Cross-species conservation of alternative TIS positions and identification of translated ncRNA. (A) Evolutionary conservation of alternative TIS positions identified by GTI-seq in HEK293 and MEF cells. Alternative uTIS and dTIS positions identified on human-mouse ortholog mRNA pairs are each classified into two subsets according to the alignment score of relevant sequences (5′ UTR for uTIS and CDS for dTIS). Each subset is divided further based on types of alternative ORFs. Percentage values are presented in the table. (B) Conservation of uTIS positions on the RNF10 transcript with high 5′ UTR sequence similarity between HEK293 and MEF cells.
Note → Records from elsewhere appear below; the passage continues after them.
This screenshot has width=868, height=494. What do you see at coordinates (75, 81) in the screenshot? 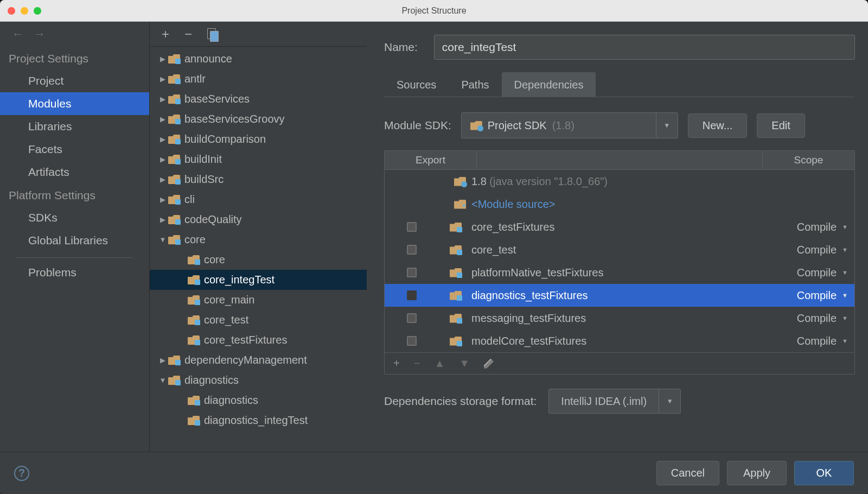
I see `sidebar-item-project: Project` at bounding box center [75, 81].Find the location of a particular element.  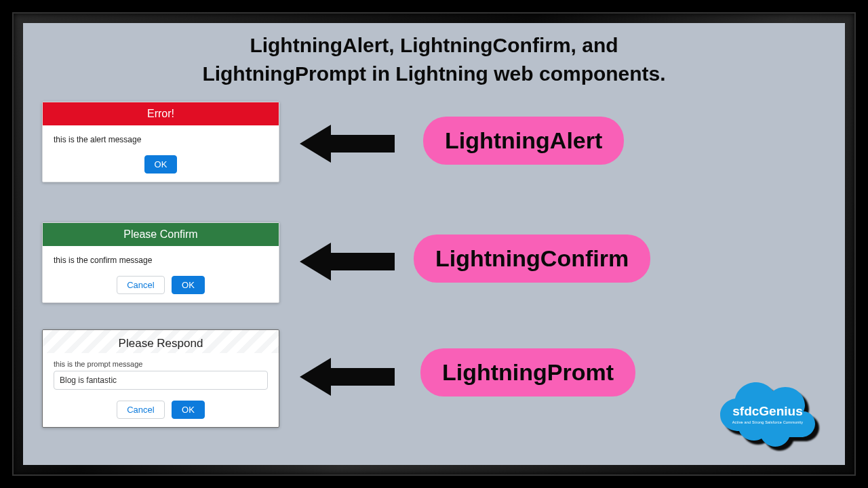

prompt-input is located at coordinates (161, 380).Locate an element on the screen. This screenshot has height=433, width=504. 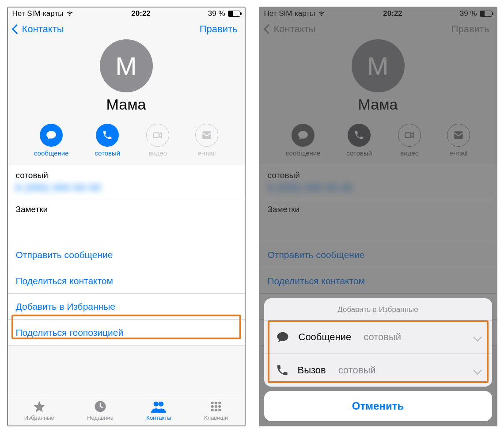
mobile-number: 8 (000) 000-00-00 is located at coordinates (126, 188).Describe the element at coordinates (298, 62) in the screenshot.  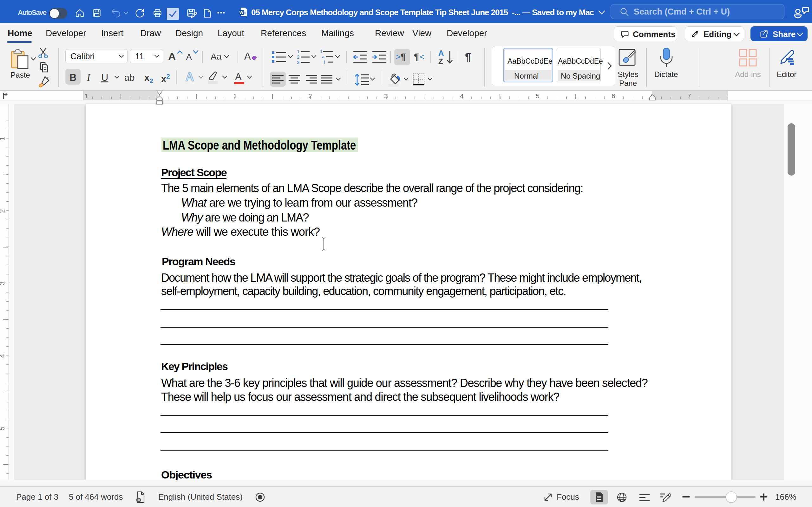
I see `svg-text: 3` at that location.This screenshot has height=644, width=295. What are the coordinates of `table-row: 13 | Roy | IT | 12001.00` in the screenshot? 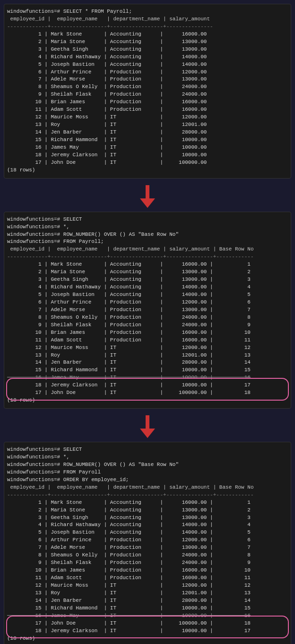 It's located at (107, 125).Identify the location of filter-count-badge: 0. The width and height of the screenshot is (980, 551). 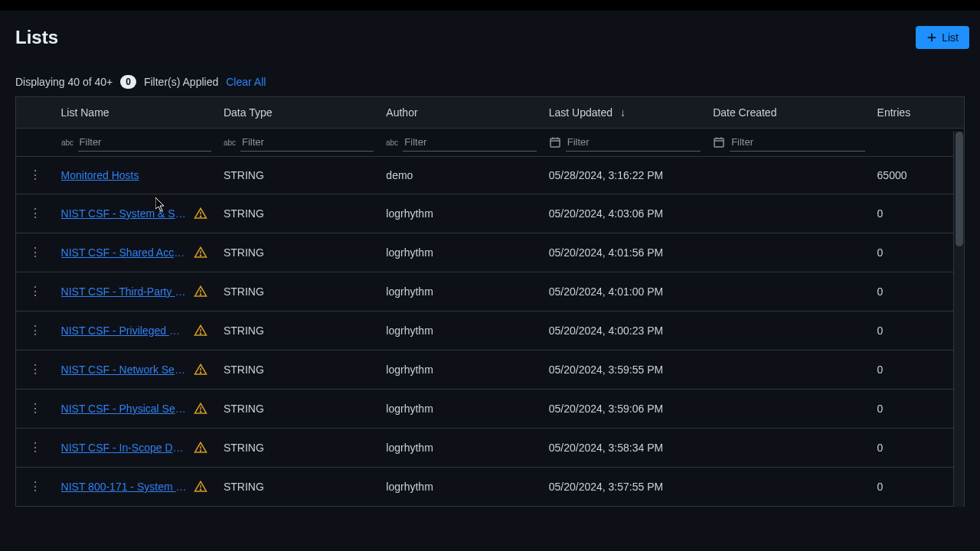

Red regions indicate matched sequences, black regions indicate mismatched sequences, and gray regions indicate sequence gaps. Identified uTIS positions are indicated by triangles. (C) Conservation of uTIS positions on the CTTN transcript with low sequence similarity of 5′ UTR between HEK293 and MEF cells. (D) Pie chart showing the relative percentage of mRNA, ncRNA and translated ncRNA identified by GTI-seq. (E) Histogram showing the overall length distribution of ORFs identified in ncRNAs. (F) Identification of multiple TIS positions on the ncRNA LOC100506233. (G) Evolutionary conservation of the ORF region on ncRNAs identified by GTI-seq. PhastCons scores are retrieved from the primate genome sequence alignment.
Fig. P1.
Fig. P1.
Experimental strategy of GTI-seq using ribosome E-site translation inhibitors. CHX and LTM inhibit protein synthesis by binding to the ribosomal E-site, resulting in inhibition of elongation. CHX binds to all translating ribosomes (Left), but LTM incorporates preferentially into the initiating ribosomes when the E-site is free of transfer RNA (Right). Ribosome profiling using CHX and LTM side by side thus distinguishes initiating ribosomes from elongating ribosomes. Treatment of HEK293 cells with 100 μM CHX or 50 μM LTM resulted in different patterns of RPFs as revealed by metagene analysis. CHX-associated RPFs are located mainly in the body of the coding region. Remarkably, LTM-associated RPFs are enriched at the annotated start codon. GTI-seq thus offers a method for uncovering the hidden coding potential of the transcriptome.